The House adopted the committee-of-conference report on House Bill 639, an act relating to genetic data privacy, after a motion to suspend the rules to take up the bill for immediate consideration was approved by voice vote.
Member from Jericho, a conferee on the bill, told the chamber the House and Senate had negotiated competing approaches to a cure period for compliance violations. “We went to — the House proposed a 60-day cure period on actions that are curable, such as displaying a privacy notice,” the Member from Jericho said. “The Senate pushed back and said they wanted a 60-day cure period for the whole thing. We ended up meeting sort of in the middle. We agreed with them on a 30-day cure period for all of the business activities of these genetic data privacy businesses.”
Under the conference agreement described on the floor, that 30-day cure period will remain in effect for 18 months and then expire; the bill’s stated effective date is Jan. 1, 2027, and the cure-period provision will be repealed on June 30, 2028. The Member from Jericho emphasized that the House had originally sought a cure limited to curable actions and that the conference reflected compromise with the Senate.

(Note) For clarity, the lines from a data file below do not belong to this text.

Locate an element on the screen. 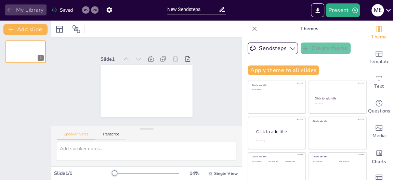  div: Layout is located at coordinates (60, 29).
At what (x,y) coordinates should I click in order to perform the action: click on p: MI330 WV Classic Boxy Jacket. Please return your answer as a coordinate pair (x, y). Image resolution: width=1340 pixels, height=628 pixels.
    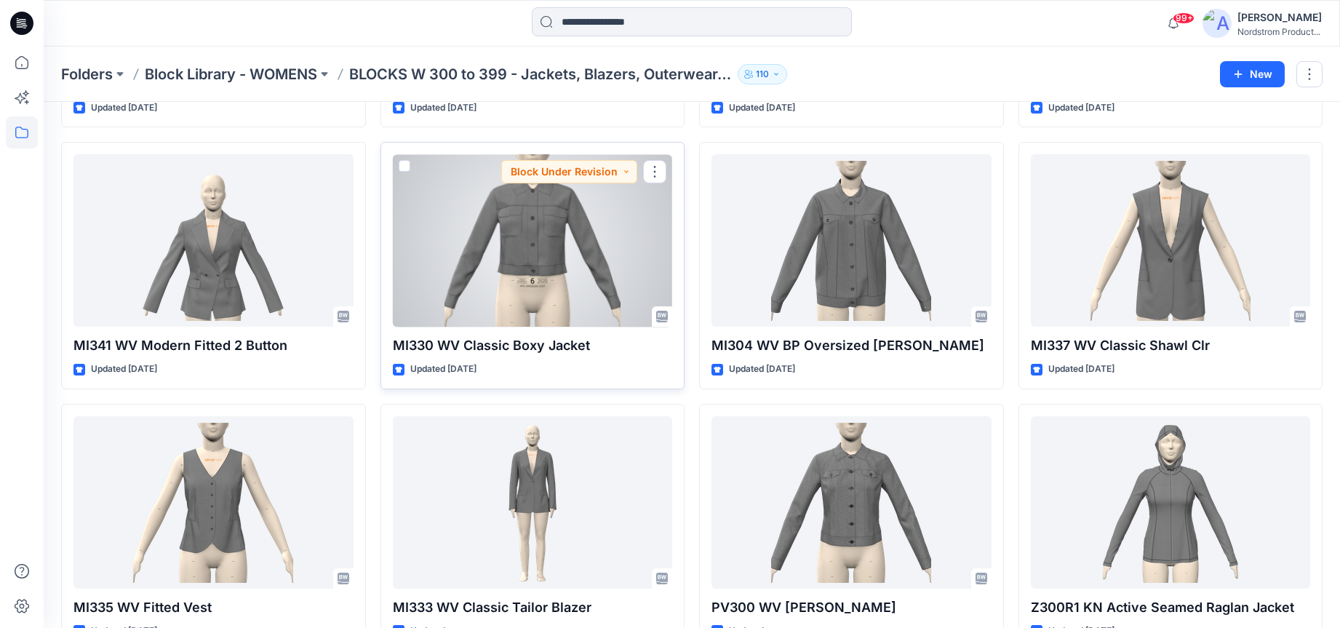
    Looking at the image, I should click on (532, 346).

The clerk had emailed the committee-of-conference report to members and posted paper copies at the main table; after floor explanation members voted by voice to adopt the report and the Speaker announced the report was adopted.
Actions and next steps recorded in the session show the House adopted the conference report and no further procedural actions were taken on H.639 during this sitting. If any implementing rules or administrative guidance are required under the bill, the transcript on this day did not detail them.
The House then moved on to other business and adjourned for the day.